Making Meaning


Camie Lyons' latest body of work whirled into being through the COVID lens, a weirdly new and biting contextual frame. She worked incessantly, intensely and intuitively in her home studio at a time when the rest of the world shifted gear and pivoted onto a realigned and uncomfortable angle. And, when times become uncertain, the artist often catches back the truth of what they know. To make meaning.

With Lyons it was a spurring on, to work innately and interpretively, head down, searching for her reason.

Finding spontaneity when working in bronze is a challenge but for this body of work, Making Meaning, Lyons was able to draw on her innate process-knowledge, to allow the conceptual to overlay in an unrehearsed kind of way. The resultant exhibition draws on a lifetime of symbols from her toolkit. She’s comfortable in her medium and harnesses new meaning through her making. She’s not second guessing and the resultant works feel free, joyfully quickening their pace and alignment.
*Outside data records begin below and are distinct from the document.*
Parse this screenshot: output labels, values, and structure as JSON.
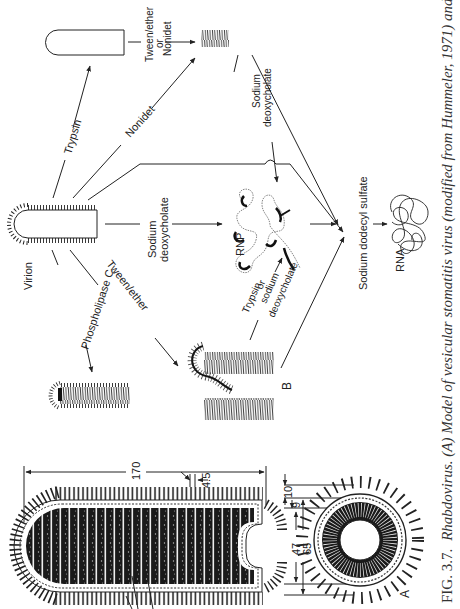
{
  "figure": {
    "orientation": "rotated-90-ccw",
    "caption": {
      "fig_label": "FIG. 3.7.",
      "text_italic": "Rhabdovirus. (A) Model of vesicular stomatitis virus (modified from Hummeler, 1971) and (B) dis-",
      "visible_fragment": "Fig. 3.7. Rhabdovirus. (A) Model of vesicular stomatitis virus (modified from Hummeler, 1971) and (B) dis-"
    },
    "panels": {
      "a_label": "A",
      "b_label": "B"
    },
    "panel_a": {
      "dimensions": {
        "length": "170",
        "spacing": "4.5",
        "outer_layer": "10",
        "membrane": "9",
        "inner_diameter": "47",
        "outer_diameter": "65"
      }
    },
    "panel_b": {
      "nodes": {
        "virion": "Virion",
        "rnp": "RNP",
        "rna": "RNA"
      },
      "treatments": {
        "trypsin": "Trypsin",
        "nonidet": "Nonidet",
        "tween_ether_or_nonidet": [
          "Tween/ether",
          "or",
          "Nonidet"
        ],
        "sodium_deoxycholate_top": [
          "Sodium",
          "deoxycholate"
        ],
        "sodium_deoxycholate_mid": [
          "Sodium",
          "deoxycholate"
        ],
        "phospholipase_c": "Phospholipase C",
        "tween_ether": "Tween/ether",
        "trypsin_or_sodium_deoxycholate": [
          "Trypsin",
          "or",
          "sodium",
          "deoxycholate"
        ],
        "sodium_dodecyl_sulfate": "Sodium dodecyl sulfate"
      }
    }
  }
}
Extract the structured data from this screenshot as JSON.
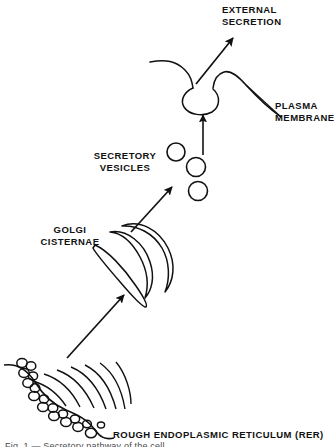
{
  "figure": {
    "background_color": "#ffffff",
    "ink_color": "#111111",
    "width": 334,
    "height": 447
  },
  "labels": {
    "external_secretion": "EXTERNAL\nSECRETION",
    "plasma_membrane": "PLASMA\nMEMBRANE",
    "secretory_vesicles": "SECRETORY\nVESICLES",
    "golgi_cisternae": "GOLGI\nCISTERNAE",
    "rough_er": "ROUGH ENDOPLASMIC RETICULUM (RER)",
    "cut_off_caption": "Fig. 1 — Secretory pathway of the cell"
  },
  "structures": {
    "plasma_membrane": {
      "name": "plasma-membrane-curve",
      "description": "wavy cell-surface membrane line with an invaginated fusion pore"
    },
    "fusion_vesicle": {
      "name": "fusing-vesicle",
      "cx": 203,
      "cy": 98,
      "rx": 16,
      "ry": 13
    },
    "secretory_vesicles": [
      {
        "cx": 176,
        "cy": 152,
        "r": 9
      },
      {
        "cx": 196,
        "cy": 166,
        "r": 9.5
      },
      {
        "cx": 198,
        "cy": 190,
        "r": 9.5
      }
    ],
    "golgi_cisternae": {
      "name": "golgi-stack",
      "cisterna_count": 3,
      "description": "three nested crescent-shaped flattened sacs tilted diagonally"
    },
    "rough_er": {
      "name": "rough-er-membrane",
      "ribosome_count": 18,
      "cisterna_count": 6,
      "description": "curved ER membrane studded with ribosomes plus nested curved cisternae"
    }
  },
  "arrows": [
    {
      "name": "arrow-er-to-golgi",
      "from": "rough endoplasmic reticulum",
      "to": "golgi cisternae"
    },
    {
      "name": "arrow-golgi-to-vesicles",
      "from": "golgi cisternae",
      "to": "secretory vesicles"
    },
    {
      "name": "arrow-vesicle-to-membrane",
      "from": "secretory vesicle",
      "to": "plasma membrane"
    },
    {
      "name": "arrow-external-secretion",
      "from": "fusion pore",
      "to": "external secretion"
    }
  ]
}
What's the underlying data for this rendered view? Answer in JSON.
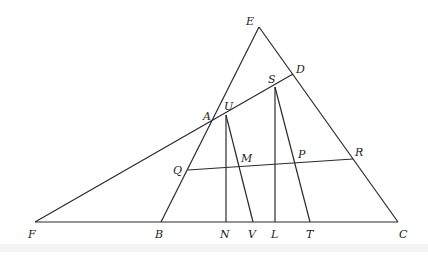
{
  "diagram": {
    "type": "geometric-figure",
    "points": {
      "E": {
        "x": 259,
        "y": 27,
        "label": "E",
        "lx": 246,
        "ly": 25
      },
      "D": {
        "x": 293,
        "y": 74,
        "label": "D",
        "lx": 296,
        "ly": 73
      },
      "S": {
        "x": 275,
        "y": 87,
        "label": "S",
        "lx": 268,
        "ly": 83
      },
      "U": {
        "x": 226,
        "y": 115,
        "label": "U",
        "lx": 224,
        "ly": 110
      },
      "A": {
        "x": 212,
        "y": 120,
        "label": "A",
        "lx": 203,
        "ly": 120
      },
      "Q": {
        "x": 188,
        "y": 170,
        "label": "Q",
        "lx": 173,
        "ly": 174
      },
      "M": {
        "x": 240,
        "y": 166,
        "label": "M",
        "lx": 241,
        "ly": 162
      },
      "P": {
        "x": 296,
        "y": 162,
        "label": "P",
        "lx": 298,
        "ly": 158
      },
      "R": {
        "x": 353,
        "y": 159,
        "label": "R",
        "lx": 355,
        "ly": 156
      },
      "F": {
        "x": 35,
        "y": 222,
        "label": "F",
        "lx": 28,
        "ly": 238
      },
      "B": {
        "x": 161,
        "y": 222,
        "label": "B",
        "lx": 155,
        "ly": 238
      },
      "N": {
        "x": 226,
        "y": 222,
        "label": "N",
        "lx": 220,
        "ly": 238
      },
      "V": {
        "x": 253,
        "y": 222,
        "label": "V",
        "lx": 248,
        "ly": 238
      },
      "L": {
        "x": 275,
        "y": 222,
        "label": "L",
        "lx": 271,
        "ly": 238
      },
      "T": {
        "x": 310,
        "y": 222,
        "label": "T",
        "lx": 306,
        "ly": 238
      },
      "C": {
        "x": 398,
        "y": 222,
        "label": "C",
        "lx": 399,
        "ly": 238
      }
    },
    "segments": [
      [
        "E",
        "B"
      ],
      [
        "E",
        "C"
      ],
      [
        "F",
        "C"
      ],
      [
        "F",
        "D"
      ],
      [
        "U",
        "N"
      ],
      [
        "U",
        "V"
      ],
      [
        "S",
        "L"
      ],
      [
        "S",
        "T"
      ],
      [
        "Q",
        "R"
      ]
    ]
  }
}
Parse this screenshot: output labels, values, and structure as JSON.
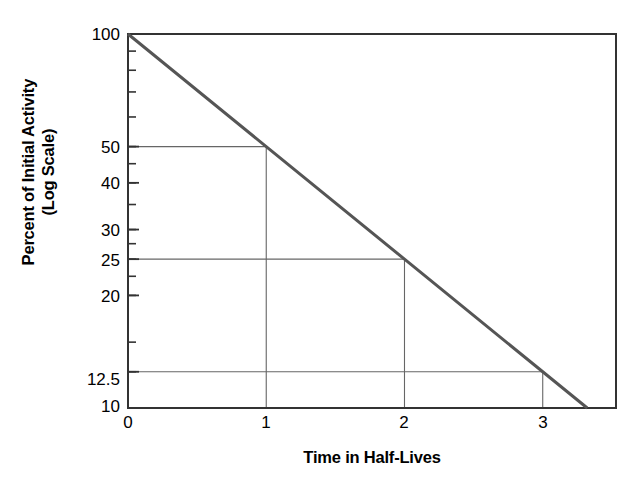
{
  "chart_data": {
    "type": "line",
    "title": "",
    "xlabel": "Time in Half-Lives",
    "ylabel": "Percent of Initial Activity (Log Scale)",
    "ylabel_lines": [
      "Percent of Initial Activity",
      "(Log Scale)"
    ],
    "yscale": "log",
    "ylim": [
      10,
      100
    ],
    "xlim": [
      0,
      3.53
    ],
    "grid": false,
    "legend": null,
    "x_tick_labels": [
      "0",
      "1",
      "2",
      "3"
    ],
    "x_ticks": [
      0,
      1,
      2,
      3
    ],
    "y_tick_labels": [
      "100",
      "50",
      "40",
      "30",
      "25",
      "20",
      "12.5",
      "10"
    ],
    "y_ticks": [
      100,
      50,
      40,
      30,
      25,
      20,
      12.5,
      10
    ],
    "y_minor_ticks": [
      90,
      80,
      70,
      60,
      50,
      45,
      40,
      35,
      30,
      27.5,
      25,
      22.5,
      20,
      15,
      12.5
    ],
    "series": [
      {
        "name": "Radioactive decay",
        "x": [
          0,
          1,
          2,
          3,
          3.3219
        ],
        "values": [
          100,
          50,
          25,
          12.5,
          10
        ],
        "color": "#555555",
        "width": 3
      }
    ],
    "annotations": [
      {
        "type": "guide",
        "label": "half-life 1",
        "x": 1,
        "y": 50
      },
      {
        "type": "guide",
        "label": "half-life 2",
        "x": 2,
        "y": 25
      },
      {
        "type": "guide",
        "label": "half-life 3",
        "x": 3,
        "y": 12.5
      }
    ],
    "axis_color": "#333333",
    "guide_color": "#666666",
    "background": "#ffffff"
  }
}
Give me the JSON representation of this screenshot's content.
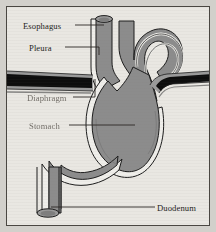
{
  "figure": {
    "style": "grayscale line drawing on aged paper"
  },
  "colors": {
    "page_background": "#d2d0cb",
    "plate_background": "#e9e7e2",
    "plate_border": "#4a4742",
    "organ_fill": "#8c8c8c",
    "organ_outline": "#1c1c1c",
    "serosa_band": "#efeeea",
    "diaphragm_dark": "#0d0d0d",
    "diaphragm_edge": "#9a9a9a",
    "leader_line": "#2a2724",
    "label_text": "#241f1c",
    "label_text_faded": "#55504a"
  },
  "labels": [
    {
      "id": "esophagus",
      "text": "Esophagus",
      "faded": false
    },
    {
      "id": "pleura",
      "text": "Pleura",
      "faded": false
    },
    {
      "id": "diaphragm",
      "text": "Diaphragm",
      "faded": true
    },
    {
      "id": "stomach",
      "text": "Stomach",
      "faded": true
    },
    {
      "id": "duodenum",
      "text": "Duodenum",
      "faded": false
    }
  ],
  "structures": [
    {
      "name": "esophagus",
      "description": "vertical tube entering from top with elliptical cut rim"
    },
    {
      "name": "fundus",
      "description": "arched dome at upper right with concentric serosa bands"
    },
    {
      "name": "stomach-body",
      "description": "large gray curved sac occupying the center"
    },
    {
      "name": "diaphragm",
      "description": "dark horizontal band crossing left and right of the stomach"
    },
    {
      "name": "pleura",
      "description": "thin lining layer above the diaphragm"
    },
    {
      "name": "duodenum",
      "description": "tube descending at lower left with elliptical cut end"
    }
  ]
}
This work emerges through a uniquely intuitive process, flowing and ascending in a way that Lyons describes as “unprecedented”, here she’s found a different way of moving, within the creative process both physically and emotionally, with stoicism and focused intent.

Layered meanings from her past explorations emerge, twist and twirl in new directions and with a shifting perspective. Thought Clouds attach themselves to the walls while her more familiar circular dervishes triple over and melt away or catch you in the Noose that Binds. Animal Brains, as she calls her smaller table-top pieces, rest and move simultaneously, bringing with them the strength of life’s purpose.

Bronze is Lyon’s complicated, comfort medium, and Making Meaning shows her adaptability and resilience, in grabbing the unwieldy, she is freeing herself. Trusting her instincts, she dances her meaning.

Lyons has always felt an attraction to the impromptu, it comes from her artistic background in contemporary dance. It was always her favourite way into choreography and authentic expression, and it remains for her now, a way of moving forward within her sculptural language.

“Once you have trained for years, your body is conditioned, you have a collected repertoire of movement and gestures at your disposal. Now that muscular physicality is a lingering memory, but the assemblage process with my bronze steps feels the same. Before lockdown I happened to have many steps cast and I used this material as my way forward. I didn’t question too much, it was all I had. I found solace in the new time and space of unstructured days and in the manual repetition of welding and polishing. I lost time in this new strange flow and was absorbed into the flex and tension of the lines before me, searching for balance and quietening the anxious chatter. Making became my meaning, this impromptu process became a way forward into beauty and reason, and that, it turns out, is enough.”